After a gap of almost 3 years, Naidu returned to the silver screen with Yeh Rastey Hain Pyar Ke (1963) and The Householder (1963). The former is an interesting though a much diluted adaptation of the famous ‘Nanavati Murder Case (1959)’, responsible for the abolishment of the jury system in India with Naidu playing the adulterous wife. Though the film borrows elements from the famous case, they are treated in Hindi film fashion. So unlike the real life case, Naidu isn’t really an adulteress (how could she ever be?), of course her drink is spiked for nasty Rehman to score, but she still has to feel defiled and guilty and be the suffering martyr and…surprise surprise – the actual killer is not really Sunil Dutt! Though Naidu looks stunning, her performance, unfortunately, is terribly wooden and stilted showing she still had a long way to go as an actress.

However, she fared much better in the latter, the first ever Merchant-Ivory collaboration. The film, based on a script by Ruth Prawar Jhabvala on her own short story, The Householder, saw Naidu play a woman caught in an arranged marriage, who unable to bear the interference of her mother-in-law in her married life, goes back to her family. It is only in absense that she and her husband, Shashi Kapoor realize that they have fallen in love with each other. Naidu not only looks as beautiful as ever in the film, she gives perhaps her best screen performance ever, even if still a trifle stilted. The film is stunningly photographed on location in Delhi by Subrata Mitra and set the Merchant–Ivory team on their way. Naidu was later to do a cameo in their 1969 film, The Guru.

Naidu’s last stints with mainstream Hindi cinema were Baghi (1964), a costume extravaganza co-starring Pradeep Kumar, Vijaya Choudhury and Mumtaz, and Aabroo (1968), where she played a supporting role of the typical suffering ‘Bharatiya Nari’. She did make another film, Ummeed co-starring Ashok Kumar, Joy Mukerji and Nanda, forming the third part of the love triangle, but the film, started in 1962, was much delayed, never released and has a censor date of 1971. It is said that she was considered for the English version of Guide (1965) but lost out to Waheeda Rehman due to her lack of dancing skills.

On the personal front, Naidu married Tilak Raj ‘Tikki’ Oberoi, the son of Mohan Singh Oberoi, the founder of the Oberoi Chain of Hotels. However, the marriage did not work out and after the divorce, she lost the custody of her twin daughters. She then married poet Dom Moraes. But sadly for her, this marriage too didn’t work out.

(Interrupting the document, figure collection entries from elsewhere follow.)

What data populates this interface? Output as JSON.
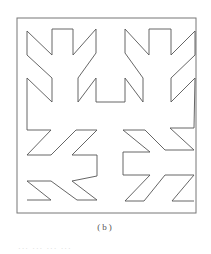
{
  "figure": {
    "caption": "(b)",
    "footer_text": "··· ··· ··· ···",
    "stroke_color": "#555555",
    "border_color": "#777777",
    "border": {
      "x": 17,
      "y": 18,
      "width": 179,
      "height": 195
    },
    "curve_points": [
      [
        27,
        200
      ],
      [
        51,
        200
      ],
      [
        27,
        181
      ],
      [
        51,
        181
      ],
      [
        77,
        200
      ],
      [
        97,
        200
      ],
      [
        72,
        181
      ],
      [
        97,
        176
      ],
      [
        97,
        155
      ],
      [
        72,
        155
      ],
      [
        97,
        130
      ],
      [
        76,
        130
      ],
      [
        51,
        155
      ],
      [
        27,
        155
      ],
      [
        51,
        130
      ],
      [
        27,
        130
      ],
      [
        27,
        78
      ],
      [
        52,
        102
      ],
      [
        52,
        78
      ],
      [
        27,
        55
      ],
      [
        27,
        31
      ],
      [
        52,
        55
      ],
      [
        52,
        29
      ],
      [
        73,
        29
      ],
      [
        73,
        55
      ],
      [
        96,
        29
      ],
      [
        96,
        53
      ],
      [
        78,
        78
      ],
      [
        78,
        102
      ],
      [
        96,
        78
      ],
      [
        96,
        102
      ],
      [
        125,
        102
      ],
      [
        125,
        78
      ],
      [
        143,
        102
      ],
      [
        143,
        78
      ],
      [
        125,
        53
      ],
      [
        125,
        29
      ],
      [
        149,
        55
      ],
      [
        149,
        29
      ],
      [
        171,
        29
      ],
      [
        171,
        55
      ],
      [
        195,
        31
      ],
      [
        195,
        55
      ],
      [
        171,
        78
      ],
      [
        171,
        102
      ],
      [
        195,
        78
      ],
      [
        194,
        128
      ],
      [
        170,
        128
      ],
      [
        194,
        150
      ],
      [
        165,
        150
      ],
      [
        145,
        130
      ],
      [
        123,
        130
      ],
      [
        150,
        152
      ],
      [
        123,
        152
      ],
      [
        123,
        175
      ],
      [
        150,
        175
      ],
      [
        125,
        201
      ],
      [
        144,
        201
      ],
      [
        165,
        175
      ],
      [
        194,
        175
      ],
      [
        172,
        201
      ],
      [
        194,
        201
      ]
    ]
  }
}
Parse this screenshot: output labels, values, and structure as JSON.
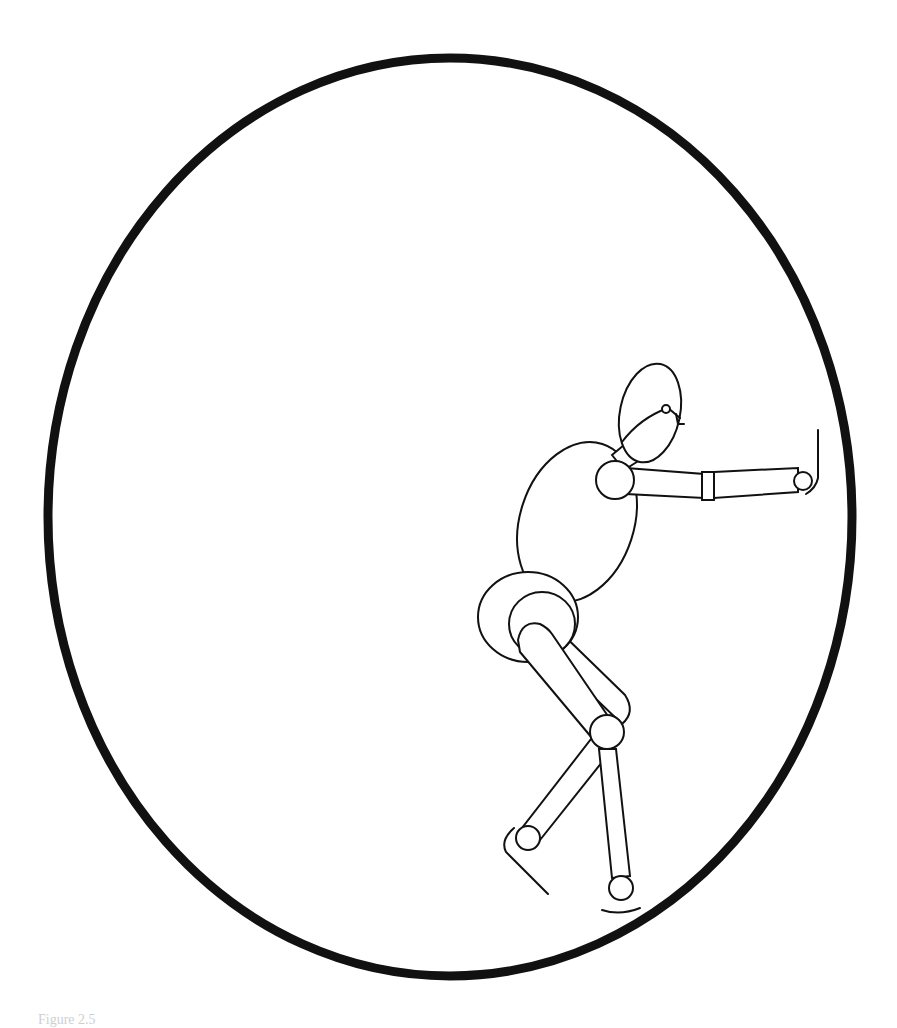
{
  "figure": {
    "caption_partial": "Figure 2.5",
    "colors": {
      "stroke": "#111111",
      "background": "#ffffff",
      "caption": "#cfcfcf"
    }
  }
}
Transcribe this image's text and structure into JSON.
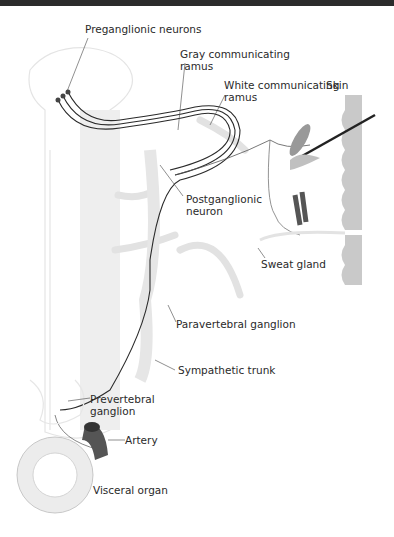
{
  "figure": {
    "labels": {
      "preganglionic": "Preganglionic neurons",
      "gray_ramus_1": "Gray communicating",
      "gray_ramus_2": "ramus",
      "white_ramus_1": "White communicating",
      "white_ramus_2": "ramus",
      "skin": "Skin",
      "postganglionic_1": "Postganglionic",
      "postganglionic_2": "neuron",
      "sweat_gland": "Sweat gland",
      "paravertebral": "Paravertebral ganglion",
      "sympathetic_trunk": "Sympathetic trunk",
      "prevertebral_1": "Prevertebral",
      "prevertebral_2": "ganglion",
      "artery": "Artery",
      "visceral_organ": "Visceral organ"
    },
    "colors": {
      "nerve": "#2a2a2a",
      "faint_structure": "#e2e2e2",
      "skin": "#c9c9c9",
      "artery": "#555555",
      "top_band": "#2b2b2b"
    }
  }
}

Naidu took refuge in philosopher J Krishnamurthi after she lost custody of her daughters. On finding solace in Krishnamurthi, Naidu recalled in an interview, “I was very unhappy. I spoke to him and he heard me out with that vast listening he was capable of. Then, he told me I would have to learn to live with it. It was a remark I would not have accepted from anyone, not even my parents. But I accepted it from him. I remember crying. At another time he remarked that, if all I wanted was to be as sensitive as possible, then I was sitting on a volcano — and I would have to live with grief.”

Naidu made a return to acting years later with Shyam Benegal’s Trikal (1985) and was used most effectively by Benegal as the matriarch of a Goan Christian family coming to terms with the death of her husband even as the Indian Army is set to take over Portuguese administered Goa in 1961. Her last film appearance came seven years later in the Pradip Krishen directed Electric Moon (1992), a dig at wealthy western tourists, who come to India to experience their stereotypical impressions of India. The film showed that few women have aged as graciously as Naidu, who just seemed to have got even more beautiful and dignified as she grew older.

Naidu died of lung failure in Mumbai on July 28, 2009, following a prolonged illness. She was 69.